Calculator
Example Data Table
| Subject | Before | After | Difference |
|---|---|---|---|
| 1 | 82 | 78 | 4 |
| 2 | 76 | 72 | 4 |
| 3 | 91 | 88 | 3 |
| 4 | 69 | 65 | 4 |
| 5 | 85 | 81 | 4 |
| 6 | 88 | 84 | 4 |
Formula Used
First calculate each paired difference: d = X1 − X2 or d = X2 − X1.
Mean difference: d̄ = Σd / n.
Sample standard deviation: sd = √[Σ(d − d̄)² / (n − 1)].
Standard error: SE = sd / √n.
Two-sided confidence interval: d̄ ± tα/2,df × SE.
Degrees of freedom: df = n − 1.
Paired t statistic: t = (d̄ − μd) / SE.
Effect size: Cohen dz = d̄ / sd.
How to Use This Calculator
Select raw paired data when you have both values for each subject.
Enter one pair per line. Separate values by spaces, commas, semicolons, or pipes.
Choose the difference direction carefully. It controls the sign of the result.
Use summary statistics when you already know n, mean difference, and difference standard deviation.
Choose a confidence level such as 90, 95, or 99.
Press Calculate. The result appears above the form.
Use CSV or PDF buttons to export the same calculation.
Dependent Samples Confidence Interval Guide
What This Calculator Measures
A dependent samples confidence interval estimates the average change between two related measurements. The same person, object, patient, machine, or matched unit appears in both measurements. This makes the design different from two independent groups. The calculator focuses on the differences inside each pair. Then it builds an interval around the mean difference. This method is often used for before and after studies. It is also useful for matched case studies.
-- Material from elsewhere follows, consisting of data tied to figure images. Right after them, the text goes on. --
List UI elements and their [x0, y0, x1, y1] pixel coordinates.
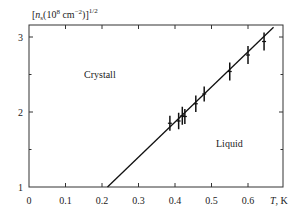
plot-frame: [29, 25, 283, 187]
x-tick-label: 0: [27, 195, 32, 206]
y-tick-label: 2: [18, 107, 23, 118]
y-tick-label: 3: [18, 32, 23, 43]
x-tick-label: 0.2: [96, 195, 109, 206]
axis-ticks: [29, 25, 283, 187]
data-point: [177, 113, 181, 130]
data-point: [246, 46, 250, 64]
data-point: [228, 63, 232, 81]
data-point: [194, 96, 198, 113]
crystal-region-label: Crystall: [84, 69, 116, 80]
x-tick-label: 0.4: [169, 195, 182, 206]
x-tick-label: 0.3: [132, 195, 145, 206]
x-tick-label: 0.1: [59, 195, 72, 206]
y-tick-labels: 123: [18, 32, 23, 193]
data-point: [202, 87, 206, 102]
x-tick-label: 0.5: [205, 195, 218, 206]
data-point: [180, 107, 184, 125]
liquid-region-label: Liquid: [216, 138, 243, 149]
chart: 00.10.20.30.40.50.6 123 [ns(108 cm−2)]1/…: [0, 0, 307, 211]
x-tick-label: 0.6: [242, 195, 255, 206]
x-tick-labels: 00.10.20.30.40.50.6: [27, 195, 255, 206]
x-axis-label: T, K: [270, 195, 289, 206]
y-tick-label: 1: [18, 182, 23, 193]
y-axis-label: [ns(108 cm−2)]1/2: [32, 7, 98, 22]
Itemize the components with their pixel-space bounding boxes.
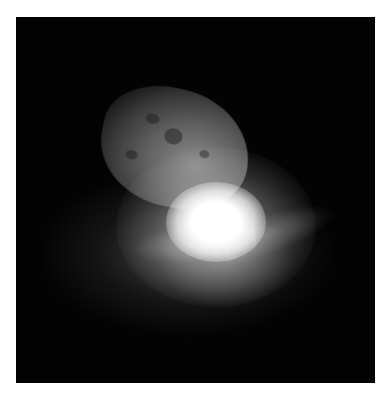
crater bbox=[199, 149, 210, 159]
ejecta-streak-right bbox=[206, 141, 375, 282]
crater bbox=[145, 112, 161, 125]
impact-flash bbox=[166, 182, 266, 262]
ejecta-streak-left bbox=[49, 174, 264, 321]
crater bbox=[125, 149, 139, 160]
comet-impact-photo bbox=[16, 17, 375, 383]
ejecta-haze bbox=[16, 77, 375, 383]
impact-flash-halo bbox=[116, 147, 316, 307]
ejecta-plume-lower bbox=[126, 227, 326, 377]
comet-nucleus bbox=[89, 75, 260, 222]
crater bbox=[163, 127, 184, 146]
Why Paired Differences Matter
Paired data removes much of the variation between subjects. Each subject acts as its own control. That can make the estimate more precise. The calculator subtracts one related value from the other. The selected direction controls whether improvement appears positive or negative. Always choose the direction before interpreting the interval.
Understanding the Interval
The interval gives a likely range for the true mean paired difference. A 95 percent interval means the method captures the true mean often. It does not mean one computed interval has a 95 percent chance. The true value is fixed. The interval changes with new samples. Wider intervals show more uncertainty. Narrower intervals show stronger precision.
When Results Are Important
In a two-sided interval, zero is a key reference value. If zero is inside the interval, no clear average change is shown. If zero is outside the interval, the mean change is statistically noticeable. The paired t statistic compares the mean difference with a chosen hypothesized value. Cohen dz adds effect size context. It helps judge practical size, not only statistical evidence.
Best Practices
Use accurate paired observations. Do not mix unmatched rows. Keep units consistent for both measurements. Check outliers before trusting the final result. The t method works best when differences are roughly normal. Larger samples are usually more stable. Report the confidence level, mean difference, interval bounds, and sample size. Also explain the direction of subtraction. Clear reporting prevents wrong conclusions.
FAQs
What is a dependent samples confidence interval?
It is an interval estimate for the mean difference between paired observations. It is used when each data point in one condition is linked to a data point in another condition.
When should I use this calculator?
Use it for before and after scores, matched subjects, repeated measurements, or paired experimental designs. It is not meant for unrelated independent groups.
Why does the difference direction matter?
The direction changes the sign of the mean difference. Before minus after gives a different sign than after minus before. The interval width stays the same.
What does it mean if zero is inside the interval?
For a two-sided interval, zero inside the range means the data does not clearly show a nonzero average paired difference at that confidence level.
What confidence level should I choose?
Common choices are 90, 95, and 99 percent. Higher confidence gives wider intervals. Lower confidence gives narrower intervals but less protection against sampling error.
Can I use summary statistics?
Yes. Select summary mode when you know the sample size, mean difference, and standard deviation of paired differences. You do not need raw pairs then.
What is the standard error?
The standard error measures uncertainty in the mean difference. It equals the standard deviation of differences divided by the square root of sample size.
What is Cohen dz?
Cohen dz is a paired effect size. It divides the mean paired difference by the standard deviation of paired differences. It describes practical change size.